HIV+ Individuals on ART in Africa More Often Adhere to Short-Course TB Prophylaxis

NEW YORK (Reuters Health) – Tuberculosis preventive therapy (TBT) completion rates were higher for short-course isoniazid-rifapentine than for isoniazid alone among individuals with HIV on antiretroviral therapy (ART) in Africa, a randomized trial shows.

Further, repeating the annual short-course treatment did not improve efficacy.

As reported in the Annals of Internal Medicine, Dr. Gavin Churchyard of the Aurum Institute in Houghton, South Africa and colleagues randomized 4,104 individuals with HIV infection on ART without active TB (median age, 41; 69.5% women) to one of three preventive treatment groups: weekly rifapentine-isoniazid for 3 months (3HP), given annually once; the same treatment given annually twice; or daily isoniazid for 6 months.

Participants were screened for TB symptoms at baseline, 3 months and 12 months of each of the two study years, and at 12 and 24 months with chest radiography and sputum culture.

Pill counts were used to assess treatment completion.

At 12 months, treatment completion was 90.4% for rifapentine-isoniazid versus 50.5% for isoniazid alone (risk ratio, 1.78).

TB incidence was similar among participants receiving rifapentine-isoniazid twice or once (hazard ratio, 0.96).

The authors state, “If rifapentine-isoniazid is effective in curing subclinical tuberculosis, then the intensive tuberculosis screening at month 12 may have reduced its effectiveness.”

Drs. Rebecca Berhanu and Karen Jacobson, both of Boston University and coauthors of a related editorial, commented on the study in an email to Reuters Health. They note that while there was no difference in TB incidence at 24 months with 3HP given once or twice, there also “was no difference in TB incidence at 12 months between the IPT and 3HP arms (1.12 versus 1.74/100 person years; HR 1.60), despite the much lower completion rates of IPT than 3HP.”

Possible reasons for the lack of effect, they say, include:

– TB incidence is dropping in the region overall and was lower than anticipated in the trial, leading to potential underpowering. “This lower disease rate mirrors the drop in HIV-associated TB seen in sub-Saharan Africa in the past decade, largely driven by increasing ART coverage and a marker of the success and maturity of ART treatment programs”;

– Missed subclinical TB at baseline that was not identified by symptom screen but detected at 12 months when all participants submitted a sputum for TB culture; and

– Trial participants were ART-experienced (median of > 4 years of ART) with relatively high CD4 counts (median 446-471 cells/microliter in the three arms). “Perhaps the effect of prolonged or repeated TPT is limited to people newly initiating ART? This was not seen in the subgroup analysis, but the trial was not powered to answer this question,” they note.

“TB reinfection will occur and may require repeat TPT, but that may not be for several years in ART-experienced populations,” Drs. Berhanu and Jacobson conclude.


Every line from the one holding "Can you find 'man'?" through the final line of the entries is to be reproduced exactly, and no other line.

Stored entries —
· · ·
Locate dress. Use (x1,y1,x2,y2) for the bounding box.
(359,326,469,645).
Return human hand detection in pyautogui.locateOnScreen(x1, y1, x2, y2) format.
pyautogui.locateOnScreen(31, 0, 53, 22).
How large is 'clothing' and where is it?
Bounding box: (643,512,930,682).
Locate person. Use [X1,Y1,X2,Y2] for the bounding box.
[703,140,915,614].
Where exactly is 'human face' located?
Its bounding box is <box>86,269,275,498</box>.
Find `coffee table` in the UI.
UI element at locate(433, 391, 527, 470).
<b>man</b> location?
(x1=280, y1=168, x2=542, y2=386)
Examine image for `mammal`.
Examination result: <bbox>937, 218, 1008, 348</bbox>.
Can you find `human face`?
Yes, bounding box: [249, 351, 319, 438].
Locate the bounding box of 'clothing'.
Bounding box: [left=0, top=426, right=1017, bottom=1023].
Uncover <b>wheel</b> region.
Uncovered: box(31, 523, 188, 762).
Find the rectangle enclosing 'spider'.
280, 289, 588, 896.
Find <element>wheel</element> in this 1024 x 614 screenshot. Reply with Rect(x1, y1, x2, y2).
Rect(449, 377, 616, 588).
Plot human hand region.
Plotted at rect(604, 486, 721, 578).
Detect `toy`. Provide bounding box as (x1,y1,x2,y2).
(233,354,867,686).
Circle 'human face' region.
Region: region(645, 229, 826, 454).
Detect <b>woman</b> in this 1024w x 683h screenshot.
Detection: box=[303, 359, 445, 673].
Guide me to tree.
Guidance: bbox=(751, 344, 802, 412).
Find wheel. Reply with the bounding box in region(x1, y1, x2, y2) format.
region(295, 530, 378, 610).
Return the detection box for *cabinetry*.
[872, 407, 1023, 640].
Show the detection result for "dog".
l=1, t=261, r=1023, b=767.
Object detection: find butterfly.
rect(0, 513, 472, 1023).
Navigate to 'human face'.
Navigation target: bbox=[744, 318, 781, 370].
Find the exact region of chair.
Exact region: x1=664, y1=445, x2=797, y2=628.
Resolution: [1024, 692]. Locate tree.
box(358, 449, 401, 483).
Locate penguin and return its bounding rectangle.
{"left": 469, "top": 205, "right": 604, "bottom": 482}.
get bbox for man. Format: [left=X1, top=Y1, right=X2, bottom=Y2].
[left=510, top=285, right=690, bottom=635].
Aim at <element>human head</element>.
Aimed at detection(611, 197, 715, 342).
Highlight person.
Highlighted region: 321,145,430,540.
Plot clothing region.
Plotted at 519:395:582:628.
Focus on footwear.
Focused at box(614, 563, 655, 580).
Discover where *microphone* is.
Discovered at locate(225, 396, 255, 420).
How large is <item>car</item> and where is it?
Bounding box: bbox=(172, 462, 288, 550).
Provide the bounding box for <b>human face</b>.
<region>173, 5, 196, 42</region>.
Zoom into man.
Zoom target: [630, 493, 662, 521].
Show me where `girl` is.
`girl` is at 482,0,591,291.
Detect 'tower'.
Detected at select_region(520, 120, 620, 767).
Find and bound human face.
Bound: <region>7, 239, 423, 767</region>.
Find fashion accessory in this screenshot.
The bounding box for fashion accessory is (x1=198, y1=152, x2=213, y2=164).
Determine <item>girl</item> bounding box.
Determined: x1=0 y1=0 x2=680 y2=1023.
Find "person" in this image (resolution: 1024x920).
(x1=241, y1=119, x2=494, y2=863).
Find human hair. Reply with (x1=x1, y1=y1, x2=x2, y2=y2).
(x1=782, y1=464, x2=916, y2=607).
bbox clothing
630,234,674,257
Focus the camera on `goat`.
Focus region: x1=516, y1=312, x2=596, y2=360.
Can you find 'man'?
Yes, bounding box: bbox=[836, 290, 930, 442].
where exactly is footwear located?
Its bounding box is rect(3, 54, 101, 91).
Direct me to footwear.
· · ·
ANSWER AREA —
Can you find 'man'?
Yes, bounding box: bbox=[836, 290, 930, 442].
where exactly is footwear located?
Its bounding box is rect(3, 54, 101, 91).
Direct me to footwear.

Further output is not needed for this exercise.